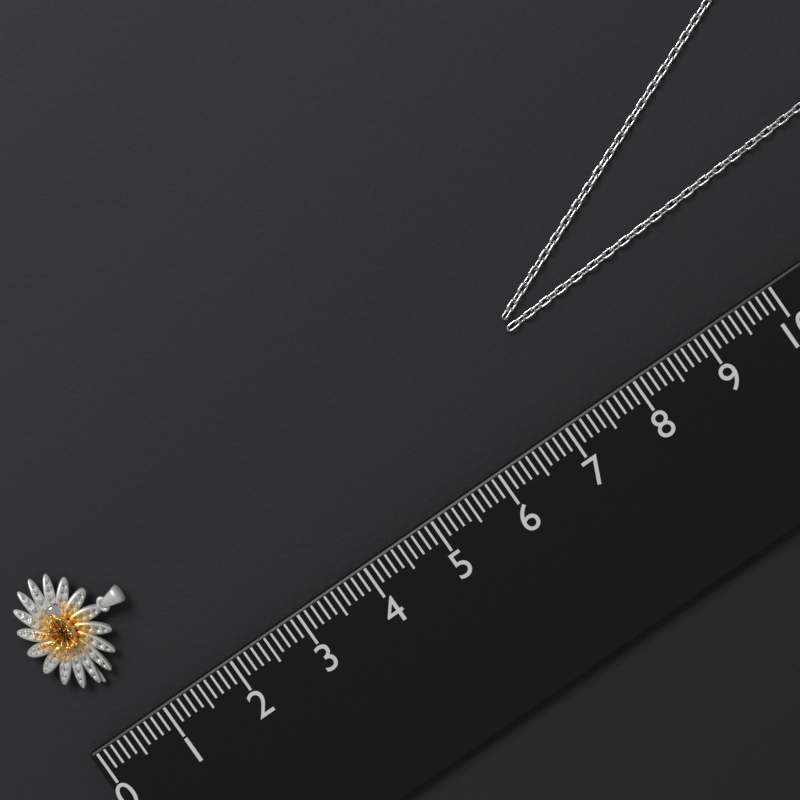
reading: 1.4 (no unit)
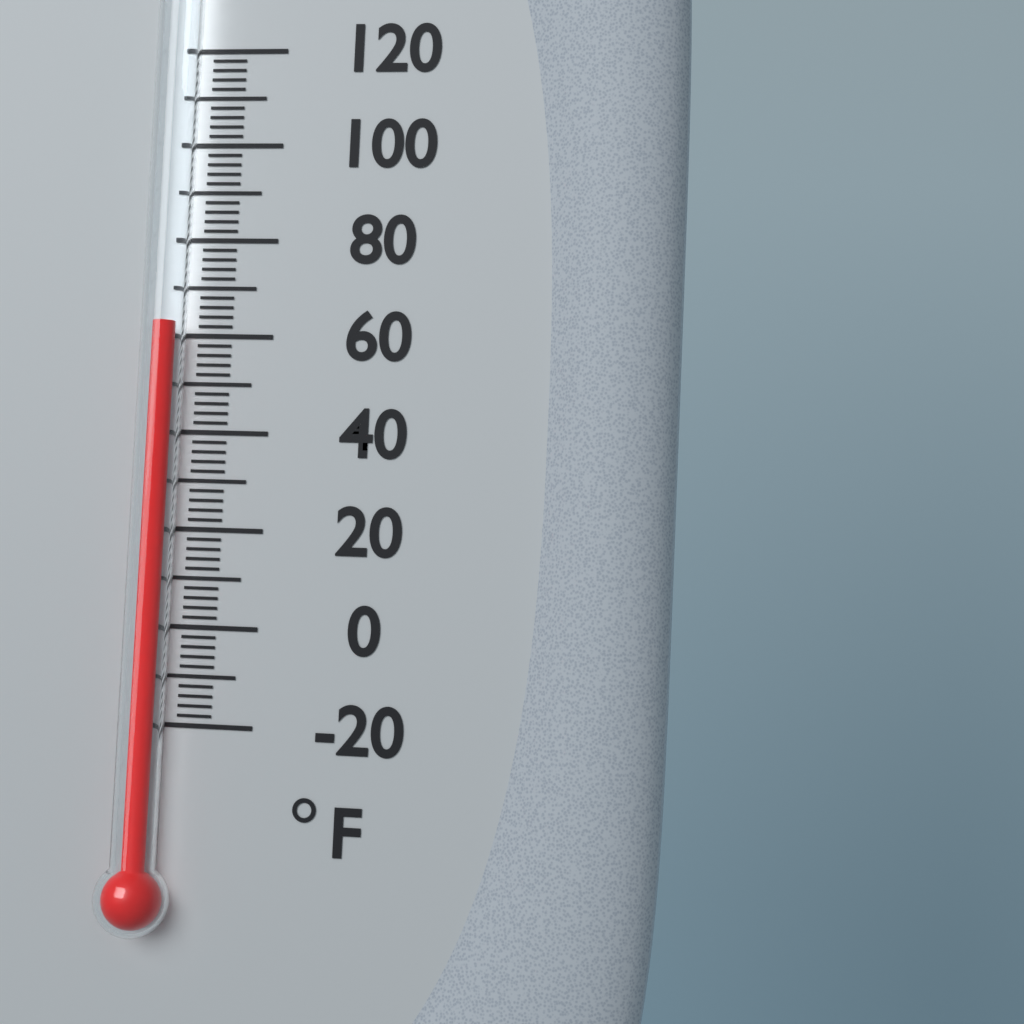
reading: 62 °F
----------------
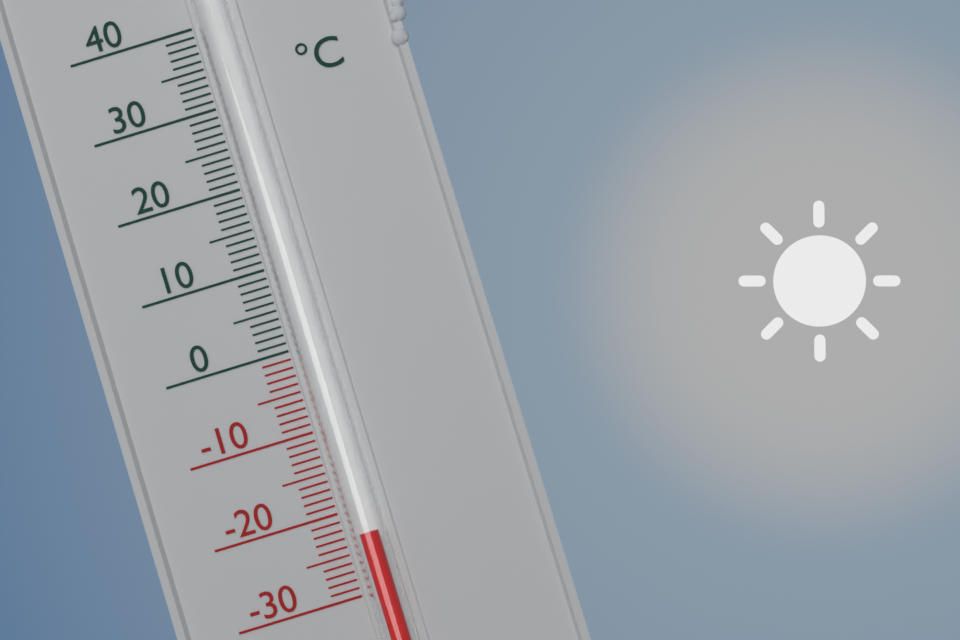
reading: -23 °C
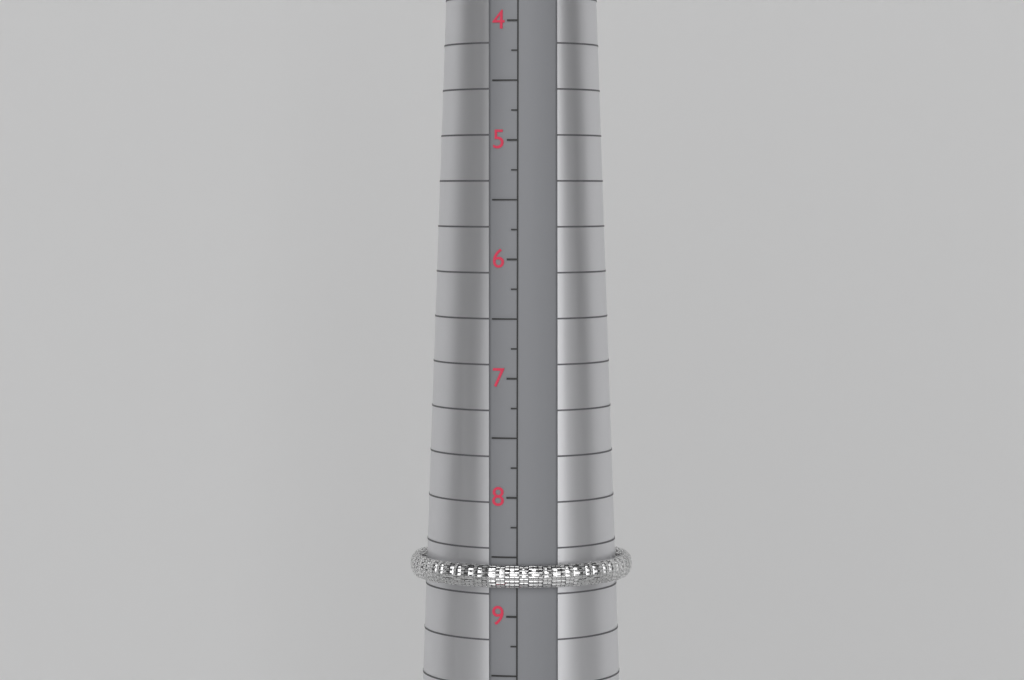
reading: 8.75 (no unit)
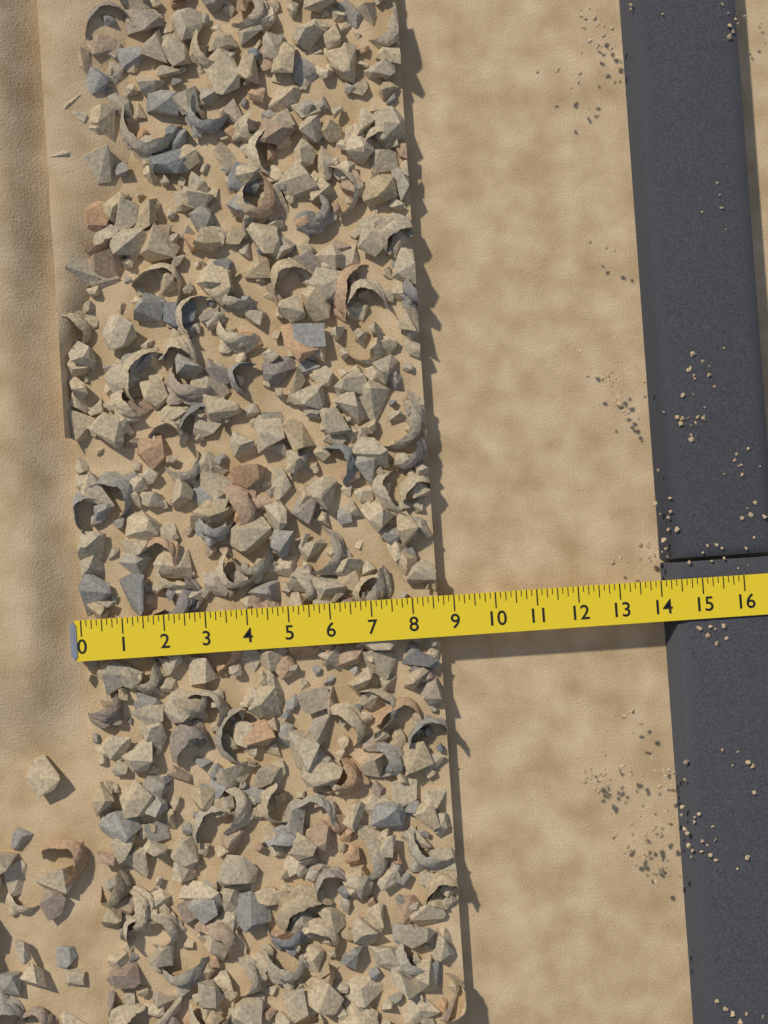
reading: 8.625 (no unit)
----------------
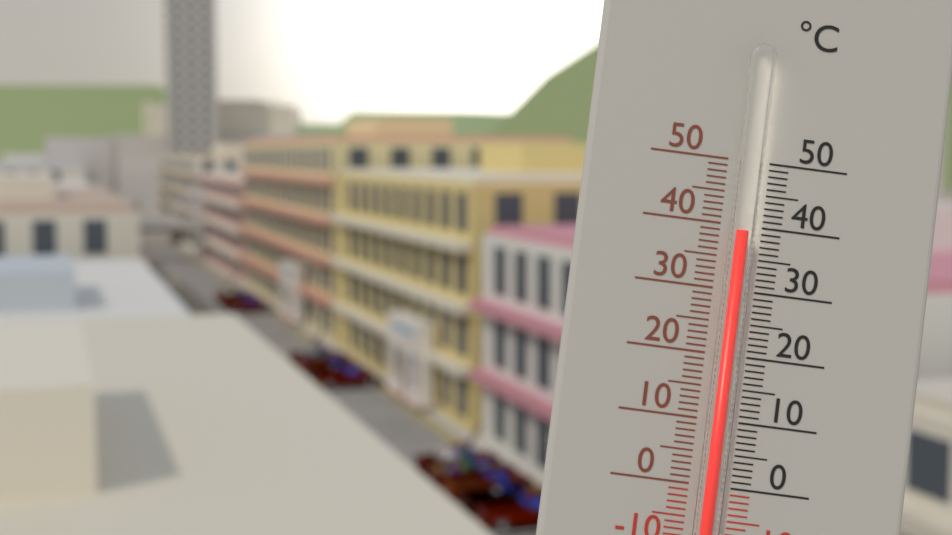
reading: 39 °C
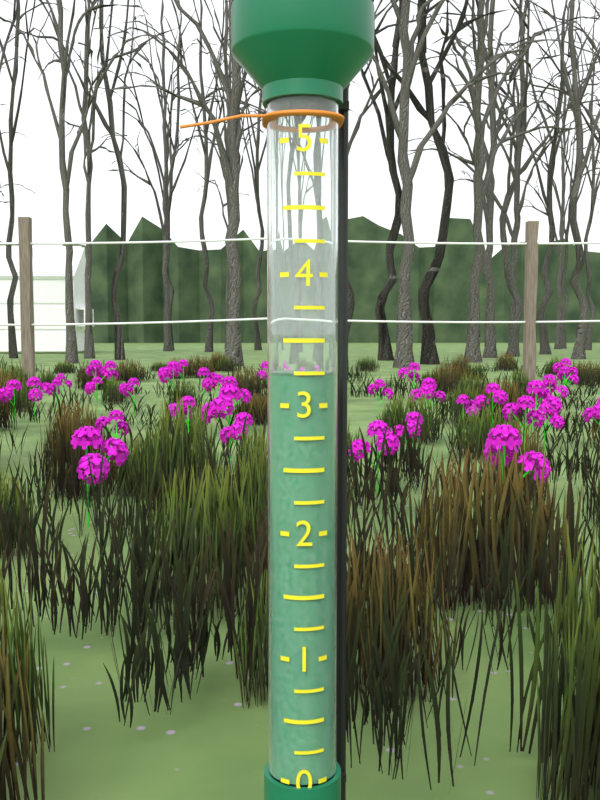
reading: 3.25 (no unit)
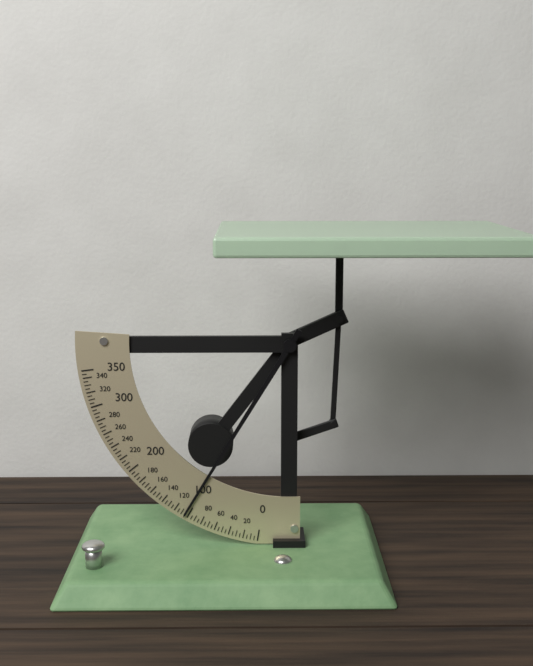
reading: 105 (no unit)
----------------
Report the number of lines above that hold "unit", and leave out everything else.

5